TIP: Click on subject to list as thread! ANSI
echo: maximus
to: CHRIS HOLTEN
from: JACK SMITH
date: 1997-06-16 08:23:00
subject: Bogus Baud rates!!!

On Jun 15, 1997, Chris Holten wrote:
 JS> No problem there, Chris.  I've been working with modems/ports for about
 JS> 12 years and your statements are correct.  Took me around a week to get
 CH> Hmmm, browsing the web? My ISP, running sun sparc
 CH> workstations with cisco routers only runs thier baud rate
 CH> (not locked) at either 38400 or 57600 and don't use modem
 CH> compression, so even though I lock at 115200, it doesn't do..
Yep.  I hear that but both ISPs I use lock at 115200 with compression 
abled.
 CH> Lots of fidonet BBS sysops run with compression disabled
 CH> because they get a bit better throughput when xfering
 CH> compress files (2-3% better), but they don't get squat
 CH> transferring text. I suspect some ISP's run with thier modem..
Never did that, never will. ;)  I _can_ see the wisdom in shutting off MNP5 
though.
 CH> Hee Hee, almost 10 years ago, long before there were modems
 CH> being used in the fidonet that could lock baud at 115200, I
 CH> wrote a DOOR program that would run 115200 baud simply...
Chris, this is quite a rundown and I'm saving it for future reference.  Like 
you, I've read countless "lies" concerning this subject over the past nine 
years, starting when I got my first "high-speed" modem, a 9600 BPS USR HST.  
I hooked it to an 8mhz XT machine and was told that this wouldn't work well-- 
if at all.  Hogwash!  I put in a 16550 and consistently achieved 1105 CPS on 
archived file xfers.  The DTE was set at 19200 which was as high as the modem 
would handle.
 CH> Turns out desqview is a -horribly- slow multitasker when
 CH> doing screen writes, in most cases much much slower writing
 CH> text to the screen than even 16 bit windows, so with a
 CH> typical 386/486 desqview setup, locking the baud at rates
 CH> higher than 38,400 really didn't make much difference in..
That's the truth also.  I ran DV (on a 486) for a couple of years and 
anything above 38400 was a useless endeavor, to say nothing of the problems I 
had with a couple of doors which, BTW, seemed to run/display fine under 
straight DOS with a port speed of 57600.
 CH> that it didn't matter above 38400 baud. I think the reason
 CH> that fidonet sysops thought desqview was better, was because
 CH> desqview didn't drop charactors like 16 bit windows did.
Ahh... but I'm currently running WfWg 3.11 with the 3rd party Cybercom driver 
and ADF as the FOSSIL for the mailer and Max.  No character dropping here and 
I sometimes get 3300 CPS on a ZIP file xfer.  Phone line quality has the 
greatest effect on this, of course.  Screen displays are quite a bit faster 
than they ever were with DV.
 CH> .. X00 by Ray Guinn was absolutely the sorriest
 CH> FOSSIL driver to use in windows that there ever was and..
Amen.  X00 was nothing short of a total disaster when I tried it with WfWg. 
Never really gave BNU a chance when I found that ADF would work quite nicely 
even with the DTE at 115200.
Maximus/NT 3.01b1:
Now for a question.  I'm interested in running the above under Win95 but I've 
been told that it can't be done with a Win95 mailer.  I've also been told the 
reason for this concerns Win95's 16-bit command processor.  So the question 
is this: What do you think would happen if I installed a 3rd party 32-bit 
command processor under Win95 and tried it?
 -Jack
  ogre@nashville.com
... Always listen to what experts say can't be done. Then do it.
--- Squish/386 v1.11
---------------
* Origin: UltraTech - Nashville, TN ftpMS Hub {V.34/V.FC} (1:116/30)

SOURCE: echomail via exec-pc

Email questions or comments to sysop@ipingthereforeiam.com
All parts of this website painstakingly hand-crafted in the U.S.A.!
IPTIA BBS/MUD/Terminal/Game Server List, © 2025 IPTIA Consulting™.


To do —
How many lines of the listing below contain "right"? State the number alone.

------ Input data

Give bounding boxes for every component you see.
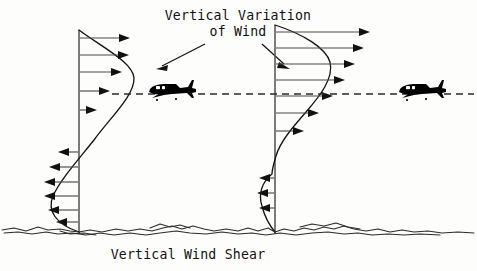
left-upper-wind-arrows — [80, 34, 130, 114]
wind-arrow — [80, 51, 129, 59]
wind-arrow — [276, 28, 370, 36]
wind-arrow — [80, 87, 110, 95]
right-upper-wind-arrows — [276, 28, 370, 135]
figure-caption: Vertical Wind Shear — [111, 247, 266, 262]
wind-arrow — [276, 44, 364, 52]
right-wind-profile-panel — [257, 25, 370, 234]
figure-title-line2: of Wind — [210, 24, 267, 39]
wind-arrow — [276, 92, 333, 100]
left-wind-profile-panel — [44, 30, 134, 234]
wind-arrow — [44, 192, 78, 200]
left-lower-wind-arrows — [44, 148, 78, 226]
wind-arrow — [56, 218, 78, 226]
wind-arrow — [44, 178, 78, 186]
wind-arrow — [276, 76, 345, 84]
wind-arrow — [80, 106, 97, 114]
left-profile-curve — [51, 30, 134, 232]
vertical-wind-shear-figure: Vertical Variation of Wind — [0, 0, 477, 271]
wind-arrow — [276, 60, 355, 68]
aircraft-right — [399, 80, 446, 101]
wind-arrow — [58, 148, 78, 156]
wind-arrow — [80, 68, 122, 76]
figure-title-line1: Vertical Variation — [165, 8, 312, 23]
callout-arrow-left — [156, 44, 205, 71]
wind-arrow — [80, 34, 130, 42]
wind-arrow — [276, 109, 319, 117]
aircraft-left — [149, 80, 196, 101]
wind-arrow — [276, 127, 304, 135]
wind-arrow — [259, 174, 274, 182]
diagram-canvas: Vertical Variation of Wind — [0, 0, 477, 271]
right-lower-wind-arrows — [257, 174, 274, 212]
wind-arrow — [257, 189, 274, 197]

------------

Exercise response —
4